BRF Ministries trustee Verity Mitchell is a member of the Anglican St Augustine’s parish church on the edge of Bromley Common, where the service takes place. She’s also really looking forward to this year’s interdenominational service:
I’ll be leading the music, and Jess and I have planned to use more participative action songs. They’re a way brilliant of involving everyone in worship, young and old!
And the Pentecost celebrations don’t begin and end on Bromley Common. Verity says:
We’re also running Messy Church for Pentecost. We find that Messy Church brings in new people to celebrate the major church festivals, especially from our toddler group. We’re great fans of BRF Ministries and it’s one of the charities St Augustine’s supports from our ‘Away Giving’ fund. It has so many resources to offer churches.

We find that Messy Church brings in new people to celebrate the major church festivals, especially from our toddler group.
A normal approach
A week before this year’s Churches Together service, Jess’ desk is piled high with paper flames and shiny windmills.
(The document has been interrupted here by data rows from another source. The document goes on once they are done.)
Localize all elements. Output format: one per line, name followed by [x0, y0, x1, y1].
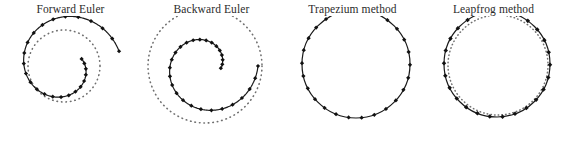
data-point-marker	[22, 61, 26, 65]
plot-forward-euler	[0, 16, 141, 147]
data-point-marker	[42, 92, 46, 96]
data-point-marker	[84, 73, 88, 77]
plot-backward-euler	[141, 16, 282, 147]
data-point-marker	[89, 19, 93, 23]
trajectory-markers-trapezium-method	[300, 16, 412, 120]
data-point-marker	[514, 16, 519, 17]
plot-trapezium-method	[282, 16, 423, 147]
data-point-marker	[51, 17, 55, 21]
data-point-marker	[82, 79, 86, 83]
data-point-marker	[347, 115, 351, 119]
data-point-marker	[59, 95, 63, 99]
numerical-methods-figure: Forward Euler Backward Euler	[0, 0, 565, 147]
trajectory-markers-forward-euler	[22, 16, 122, 99]
panel-title-forward-euler: Forward Euler	[0, 2, 141, 16]
data-point-marker	[220, 107, 224, 111]
data-point-marker	[221, 58, 225, 62]
data-point-marker	[301, 74, 305, 78]
panel-title-trapezium-method: Trapezium method	[282, 2, 423, 16]
data-point-marker	[76, 16, 80, 19]
data-point-marker	[306, 86, 310, 90]
data-point-marker	[447, 86, 452, 91]
data-point-marker	[443, 48, 448, 53]
data-point-marker	[170, 83, 174, 87]
exact-circle-backward-euler	[148, 16, 262, 123]
data-point-marker	[546, 50, 551, 55]
panel-leapfrog-method: Leapfrog method	[423, 0, 564, 147]
panel-title-leapfrog-method: Leapfrog method	[423, 2, 564, 16]
plot-svg-trapezium-method	[282, 16, 423, 147]
plot-leapfrog-method	[423, 16, 564, 147]
data-point-marker	[25, 40, 29, 44]
data-point-marker	[67, 93, 71, 97]
trajectory-markers-backward-euler	[168, 37, 260, 112]
data-point-marker	[220, 53, 224, 57]
exact-circle-leapfrog-method	[448, 16, 548, 115]
panel-title-backward-euler: Backward Euler	[141, 2, 282, 16]
panel-backward-euler: Backward Euler	[141, 0, 282, 147]
plot-svg-forward-euler	[0, 16, 141, 147]
data-point-marker	[219, 66, 223, 70]
data-point-marker	[24, 71, 28, 75]
data-point-marker	[408, 63, 412, 67]
data-point-marker	[209, 108, 213, 112]
data-point-marker	[82, 61, 86, 65]
data-point-marker	[300, 61, 304, 65]
plot-svg-leapfrog-method	[423, 16, 564, 147]
data-point-marker	[199, 107, 203, 111]
data-point-marker	[334, 112, 338, 116]
data-point-marker	[191, 38, 195, 42]
data-point-marker	[117, 49, 121, 53]
data-point-marker	[256, 64, 260, 68]
data-point-marker	[204, 38, 208, 42]
trajectory-forward-euler	[22, 16, 122, 99]
data-point-marker	[22, 51, 26, 55]
data-point-marker	[372, 113, 376, 117]
panel-forward-euler: Forward Euler	[0, 0, 141, 147]
data-point-marker	[168, 74, 172, 78]
data-point-marker	[51, 95, 55, 99]
trajectory-backward-euler	[168, 37, 260, 112]
data-point-marker	[475, 111, 480, 116]
data-point-marker	[407, 50, 411, 54]
data-point-marker	[253, 76, 257, 80]
data-point-marker	[84, 67, 88, 71]
data-point-marker	[360, 116, 364, 120]
data-point-marker	[198, 37, 202, 41]
data-point-marker	[402, 38, 406, 42]
data-point-marker	[170, 58, 174, 62]
data-point-marker	[442, 61, 447, 66]
data-point-marker	[302, 48, 306, 52]
data-point-marker	[168, 66, 172, 70]
trajectory-trapezium-method	[300, 16, 412, 120]
data-point-marker	[220, 62, 224, 66]
data-point-marker	[500, 114, 505, 119]
panel-trapezium-method: Trapezium method	[282, 0, 423, 147]
plot-svg-backward-euler	[141, 16, 282, 147]
data-point-marker	[406, 76, 410, 80]
data-point-marker	[443, 74, 448, 79]
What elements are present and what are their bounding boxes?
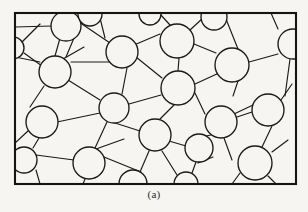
grain-circle [26, 106, 58, 138]
grain-circle [205, 106, 237, 138]
grain-circle [106, 36, 138, 68]
grain-circle [252, 94, 284, 126]
grain-circle [139, 119, 171, 151]
grain-circle [161, 71, 195, 105]
grain-circle [215, 48, 249, 82]
grain-circle [73, 147, 105, 179]
grain-circle [99, 93, 129, 123]
grain-circle [39, 56, 71, 88]
grain-circle [238, 146, 272, 180]
microstructure-diagram [0, 0, 308, 212]
grain-circle [51, 11, 81, 41]
figure-root: (a) [0, 0, 308, 212]
figure-caption: (a) [0, 188, 308, 200]
grain-circle [185, 134, 213, 162]
grain-circle [160, 24, 194, 58]
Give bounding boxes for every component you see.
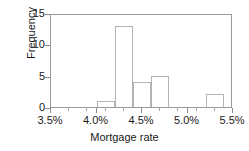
histogram-bar bbox=[97, 101, 115, 107]
x-axis-minor-tick-mark bbox=[177, 108, 178, 111]
y-axis-tick-label: 15 bbox=[27, 8, 45, 19]
histogram-figure: Frequency 051015 Mortgage rate 3.5%4.0%4… bbox=[0, 0, 249, 151]
y-axis-tick-mark bbox=[45, 45, 50, 46]
x-axis-minor-tick-mark bbox=[159, 108, 160, 111]
x-axis-tick-label: 3.5% bbox=[28, 114, 72, 126]
x-axis-minor-tick-mark bbox=[105, 108, 106, 111]
x-axis-minor-tick-mark bbox=[86, 108, 87, 111]
x-axis-tick-label: 4.5% bbox=[119, 114, 163, 126]
y-axis-tick-label: 5 bbox=[27, 71, 45, 82]
x-axis-tick-mark bbox=[141, 108, 142, 113]
x-axis-title: Mortgage rate bbox=[0, 131, 249, 143]
x-axis-tick-label: 5.5% bbox=[210, 114, 249, 126]
x-axis-minor-tick-mark bbox=[68, 108, 69, 111]
histogram-bar bbox=[133, 82, 151, 107]
x-axis-minor-tick-mark bbox=[123, 108, 124, 111]
y-axis-tick-label: 10 bbox=[27, 39, 45, 50]
y-axis-tick-label: 0 bbox=[27, 102, 45, 113]
y-axis-tick-mark bbox=[45, 14, 50, 15]
histogram-bar bbox=[115, 26, 133, 107]
x-axis-tick-label: 4.0% bbox=[74, 114, 118, 126]
plot-area bbox=[50, 14, 232, 108]
y-axis-tick-labels: 051015 bbox=[25, 0, 45, 151]
x-axis-tick-mark bbox=[232, 108, 233, 113]
x-axis-tick-mark bbox=[50, 108, 51, 113]
histogram-bar bbox=[151, 76, 169, 107]
x-axis-minor-tick-mark bbox=[214, 108, 215, 111]
x-axis-tick-mark bbox=[96, 108, 97, 113]
y-axis-tick-mark bbox=[45, 77, 50, 78]
x-axis-minor-tick-mark bbox=[196, 108, 197, 111]
x-axis-tick-label: 5.0% bbox=[165, 114, 209, 126]
histogram-bar bbox=[206, 94, 224, 107]
x-axis-tick-mark bbox=[187, 108, 188, 113]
What, for Jess, is the key thing she’d like people to take away with them from the service?
I think sometimes people get a bit nervous talking about the Holy Spirit with children because they think they need to create these moments of deeply spiritual encounter. But actually, if we expect God to be with us and the Holy Spirit to be with us, you can have encounter in every part of your service or your Sunday school or Messy Church. You can connect with God while you’re doing a craft and while you’re playing a game, playing the drums or spinning a windmill. With Parenting for Faith’s Chat and Catch tool you can pause in the middle of a game and go, ‘Oh, I wonder, should we invite God to be with us and share this fun?’, or, ‘I wonder how God feels when we play.’
That just makes it normal. Of course, we don’t want to lose the sense that the Spirit is supernatural and amazing and God is incredible, but the reality is that the people who were there at Pentecost didn’t stop hearing from God and speaking in tongues and using the gifts of the Spirit: doing those things became part of their everyday toolkit. So what I would love is for Pentecost not to be that one Sunday of the year when we talk about the Holy Spirit doing amazing things, but to be the catalyst for this becoming our normal way of approaching things.